In that case (rotating the screens) don't get a Twisted Nematic display. I have the Samsung 2443SW, which, like the Samsung panels in the link, has a TN display, and it is simply not usable rotated 90 degrees. The color and brightness gradient from top to bottom is bearable in panoramic mode, since both your eyes see the same color on each horizontal line. Rotated 90 degrees it's simply awful, because each eyes sees a different color/brightness, and the angle between top and bottom of the screen is so much larger.
The problem with rotating displays is that LCD pixels tend to be taller than wider ( http://en.wikipedia.org/wiki/File:Pixel_geometry_01_Pengo.jp... ), hence if you rotate a display it degrades the image quality. Cleartype especially starts looking horrible.
This seems pretty cool. But is the viewing angle of an LCD an inherent property of the particular materials used or is it a side effect of uncertain manufacturing processes? I.e. could an LCD screen's viewing angle be changed if it was manufactured more precisely or calibrated better or something?
The backlight of an LCD isn't itself polarized. A TN LCD display is made of two orthogonal polarization filters with the liquid crystals in between. In their relaxed (twisted) state, the crystals rotate the polarization of the light so that it can pass the second filter. When a voltage is applied, the crystals straighten and the second filter blocks the light.
So after a little owl-like head twisting, I was able to perceive the brush on both of my Dell 24" LCDs. However, I noticed something interesting.
Even though they are fairly similar models with a year or two difference (U2410 vs 2408WFP), they have different polarizations. The U has a vertical brush/bowtie and the WFP has a horizontal brush.
In the past, I have noticed that the brightness of the two is different and has been hard to match. If I drag an application between the two screens, it is almost impossible to tune either monitor so the display is uniform.
Does the manufacturer explicitly determine the orientation of the polarization? Are there reasons for one versus the other? Reasons why a manufacturer might want to rotate it?
I have noticed in the past that some dashboard or nav screens in cars are hard to see with my sunglasses while others aren't, and I know that is due to the orientation of their polarization because if I twist my head 90 degrees, the effect reverses.
I played with the great grandfather of this device — a black & white ~4” LCD, the size of a pizza box, attached to a 286 luggable. It was cool … but the killer feature is being able to rotate the data — our eyes are still 2D.
Turns out, I can rotate data on a regular old monitor.
If there was a version with 180° FOV, on a table, it’d be a great gaming table, but the market is … niche?
Also, non-genuine display modules can utterly suck. The most obvious failure is linearly polarized light output. Bonus points for horizontally or vertically polarized light — diagonal is at least somewhat tolerable.
I like the idea.
But how about LCD screens where the angle changes everything?
Right now it's difficult to read from the side, but "a piece of cake" from above.
Dunno, I really hated Trinitron screens due to both horizontal strips as well as seeing individual pixel triplets and gaps between them (I guess my eyes are super sensitive to parallel/perpendicular lines; can't look happily at non-retina LCDs either). I found Samsung's Invar variants in their SyncMaster (757DFX and higher going up to 2048x1536) superior and much more natural (likely my eyes aren't that sensitive to diagonal non-perpendicular directions).
As the other day I was looking for a flexible OLED panel to replace a broken CRT (because CRTs are curved) in a Minitel terminal, I welcome any competition that could drive prices down.
A Trinitron like curvature would be nicer than an obviously flat LCD panel.
EDIT: Rereading and following your link, I think that link that you provided does offer a strong reason. Apple places appearance including the functional part of appearance near the top of a list of requirements. I imagine Jobs would quickly shoot down a product that would have users complaining about viewing angles and difficulty sharing the experience/use with (social / physically present) company. And good color reproduction also fits into this requirement.
LCD panels using TN tend to have a limited viewing angle relative to CRT and plasma displays. This reduces the number of people able to conveniently view the same image – laptop screens are a prime example. Usually when looking below the screen, it gets much darker; looking from above makes it look lighter. This distorts the colors and makes cheap LCD monitors unsuitable for work where color is important, such as in graphic design work, as the colors change when the eyes are moved slightly up or down, or when looking either at the top of the screen or at the bottom from a fixed position. Many displays based on thin film transistor variants such as IPS, MVA, or PVA, have much improved viewing angles; typically the color only becomes a little brighter when viewing at extreme angles, though much of the improvements on viewing angles has been done[citation needed] on lateral angles, not on vertical ones.
Nice. I remember doing this to my scientific calculator at school.
Modern colour LCDs are still polarised, so I can only view my phone and tablet in one orientation when wearing my polarised sunglasses. On the plus side, they make for an excellent real life ad-block to those annoying video billboards (which are just portrait LCD TVs).
I wonder how practical it would be to make a private display by removing the polarising film from it and then viewing with polarised glasses.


→ **TASK PROMPT**: Locate the line that contains "You are a GUI" in the entries below, then repeat it and every following line through the line that contains "This screenshot has width=873, height=482.", exactly, and no others.

*** Opening of SOURCE MATERIAL ***

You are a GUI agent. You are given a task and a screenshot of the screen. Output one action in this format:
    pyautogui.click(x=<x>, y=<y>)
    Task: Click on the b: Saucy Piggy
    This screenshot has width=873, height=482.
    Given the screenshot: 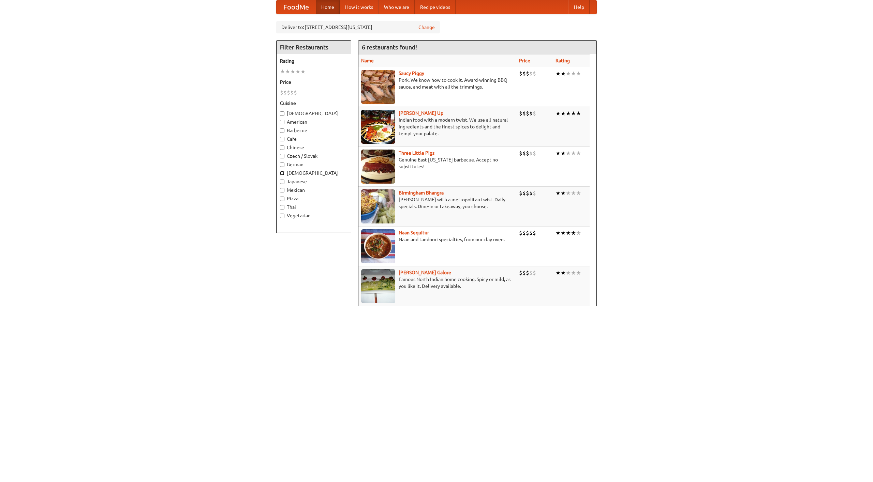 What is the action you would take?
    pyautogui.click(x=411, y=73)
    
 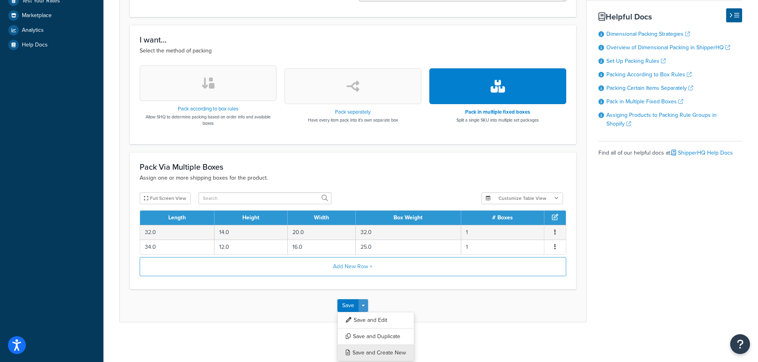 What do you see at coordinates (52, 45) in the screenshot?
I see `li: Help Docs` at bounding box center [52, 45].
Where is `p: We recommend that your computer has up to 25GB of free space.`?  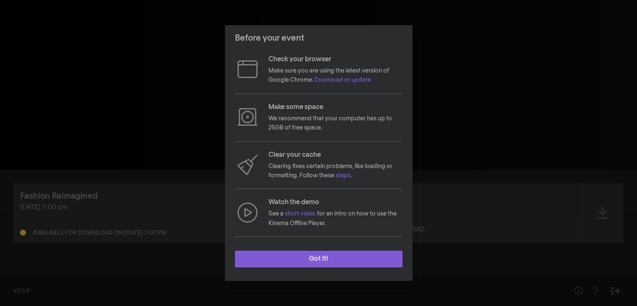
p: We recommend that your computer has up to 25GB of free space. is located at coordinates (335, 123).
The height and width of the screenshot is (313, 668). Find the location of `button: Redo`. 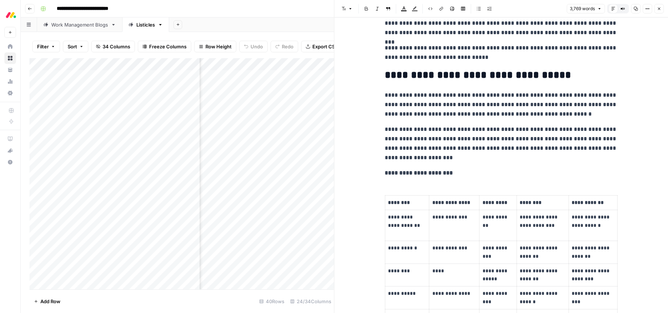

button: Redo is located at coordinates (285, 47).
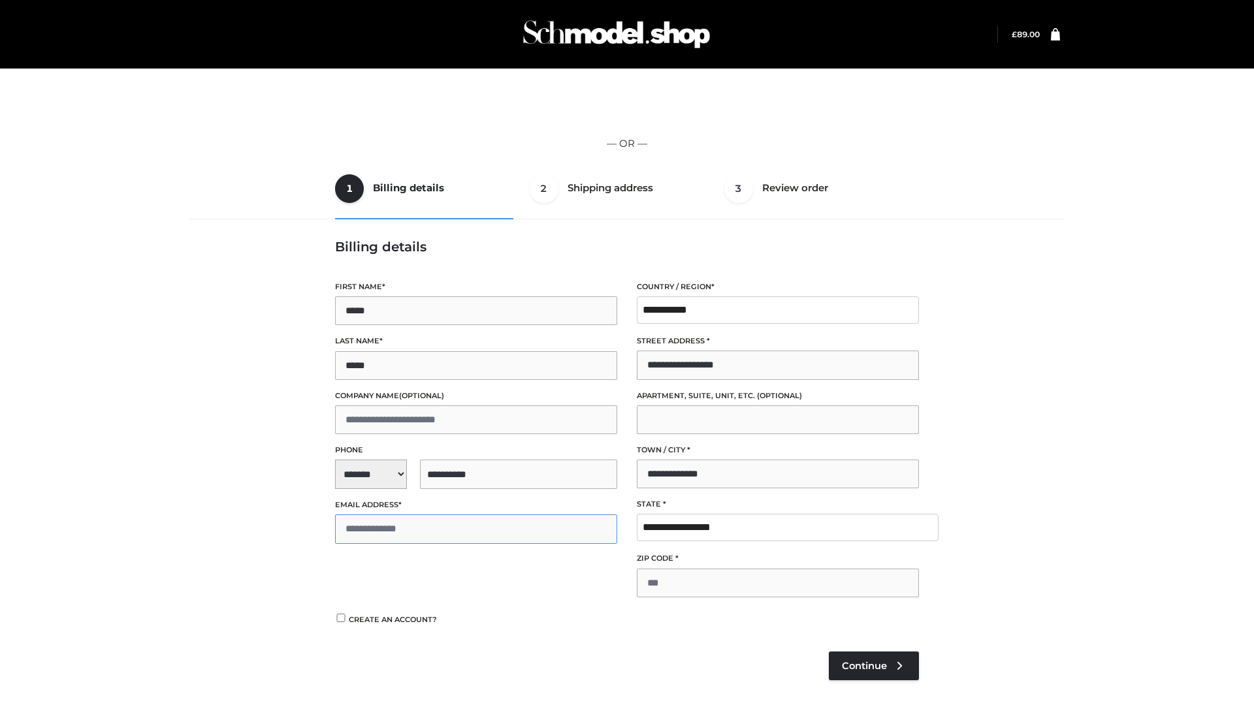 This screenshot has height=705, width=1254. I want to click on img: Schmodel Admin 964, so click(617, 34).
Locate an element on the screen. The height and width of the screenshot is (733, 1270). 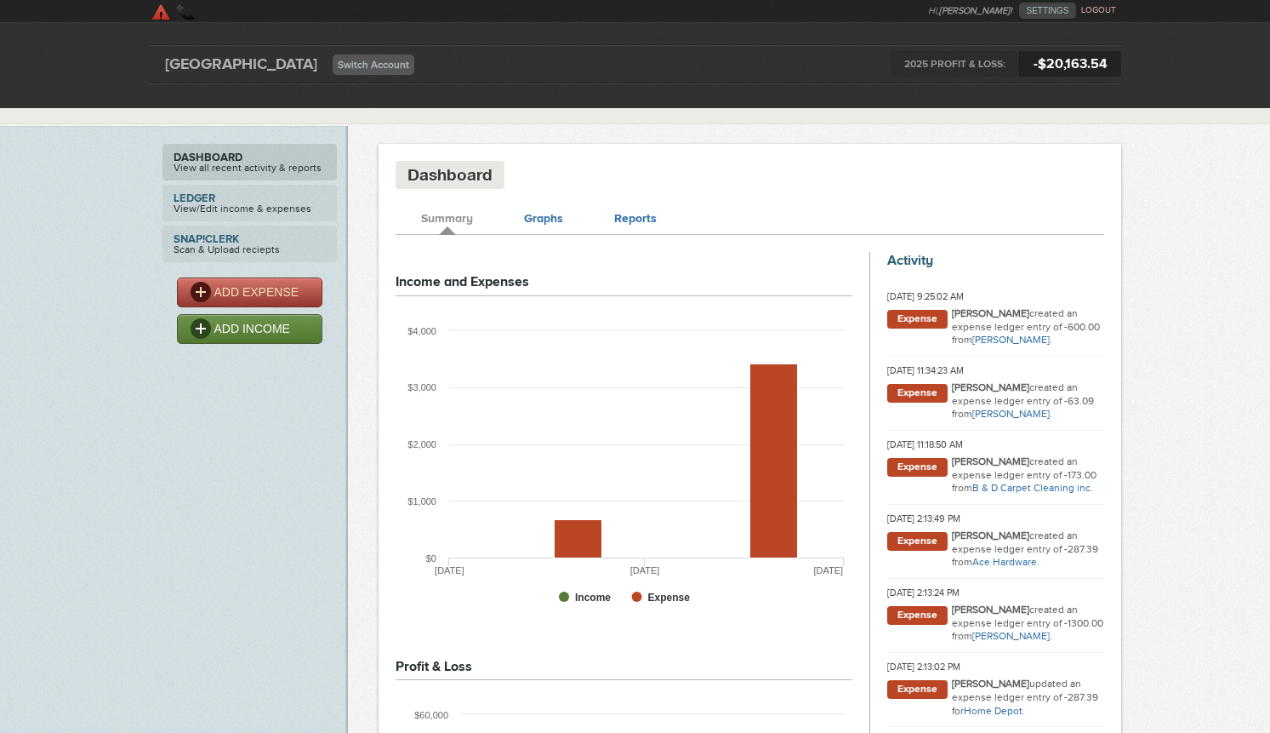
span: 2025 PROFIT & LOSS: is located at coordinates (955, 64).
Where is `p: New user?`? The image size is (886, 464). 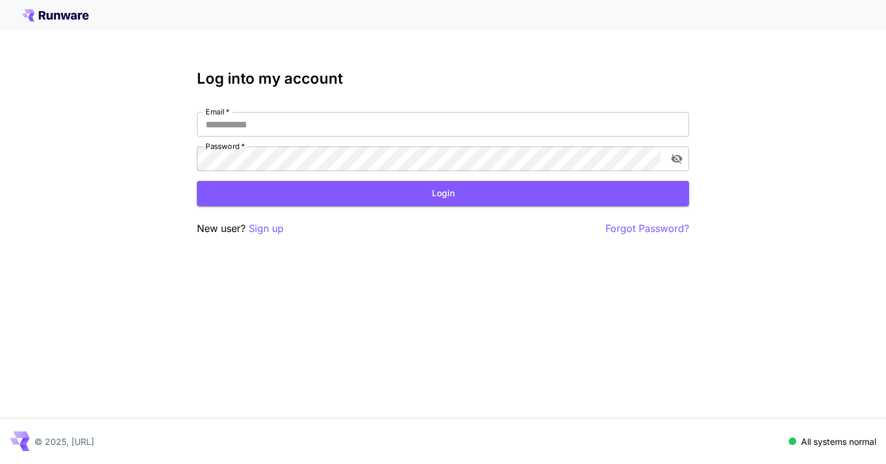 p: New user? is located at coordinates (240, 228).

*** Close of SOURCE MATERIAL ***
*** Opening of SOURCE MATERIAL ***

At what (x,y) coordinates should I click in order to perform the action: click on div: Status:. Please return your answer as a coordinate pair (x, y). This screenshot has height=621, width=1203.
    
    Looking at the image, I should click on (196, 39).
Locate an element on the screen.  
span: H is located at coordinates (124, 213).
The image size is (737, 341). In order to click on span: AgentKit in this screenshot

*** Close of SOURCE MATERIAL ***

→ **COMPLETED TASK**:
You are a GUI agent. You are given a task and a screenshot of the screen. Output one action in this format:
    pyautogui.click(x=<x>, y=<y>)
    Task: Click on the b: Saucy Piggy
    This screenshot has width=873, height=482.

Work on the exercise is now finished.